In considering the implications of this avoidance/suppression dynamic for personality
assessment, it is important to note that suppression-based misperceptions are not limited
to social contexts. Although we are predisposed to overperceive undesired traits and
motives in other people, in part because we devote considerable cognitive resources to
inferring others intentions and motives (Maner et al., 2005; Schimel et al., 2003), we may
Conscious Perception
Of Self as Not
Evidence of Avoidance and Possessing Undesired
Undesired Suppression of Trait
Trait in Trait-Related
Oneself Thoughts Chronic Accessibility
Of Undesired Trait



Overperception of
Undesired Trait in
Others (people,
animals, abstract
entities)
Figure 1. Projection from a socialcognitive perspective. According to this view, avoidance
and suppression of thoughts related to an undesired trait will lead to chronic accessibility of
trait-related concepts and a tendency to misattribute the unwanted trait to others. Originally
published as Figure 1 in Might the Rorschach be a Projective Test After All? Social
Projection of an Undesired Trait Alters Rorschach Oral Dependency Scores by Robert F.

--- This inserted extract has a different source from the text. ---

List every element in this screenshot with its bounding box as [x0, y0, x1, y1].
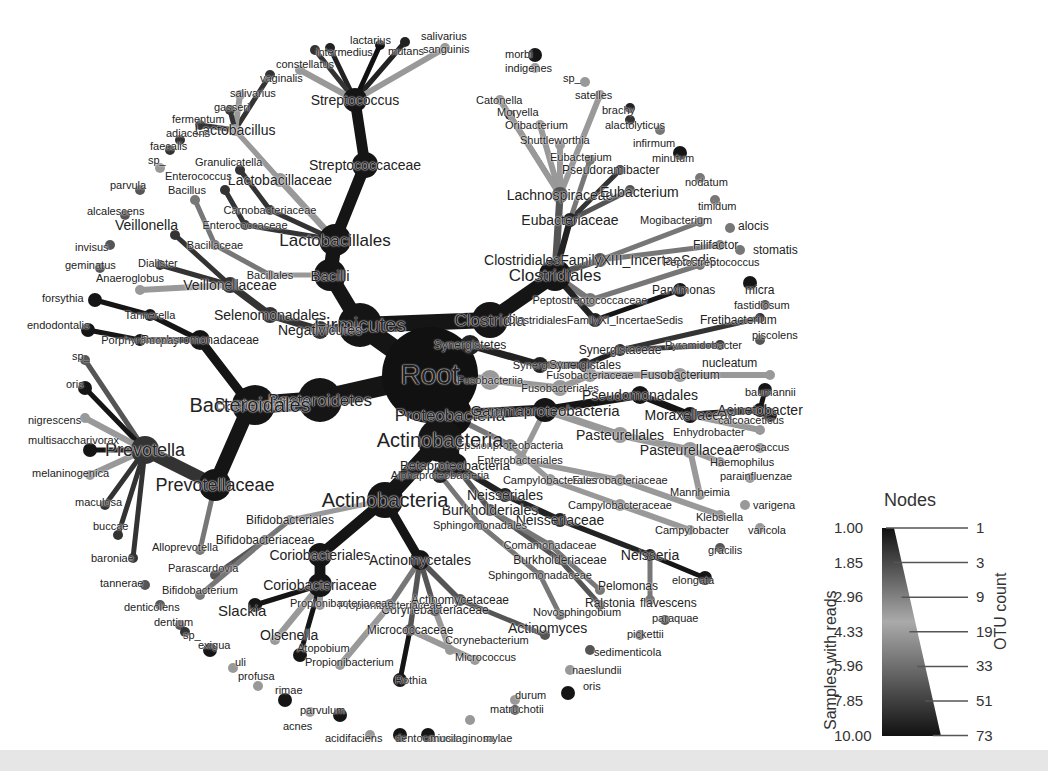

Bornstein (Journal of Personality Assessment, Volume 88, pages 354367). Copyright 2007
by Lawrence Erlbaum Associates, Inc.
139 PSYCHOANALYSIS AND PERSONALITY ASSESSMENT
also misattribute undesired traits (e.g., hostility) to nonhuman organisms (e.g., shy cats,
stray dogs), or even abstract entities (e.g., the government). A suppressed trait concept,
once primed, nds expression in myriad ways.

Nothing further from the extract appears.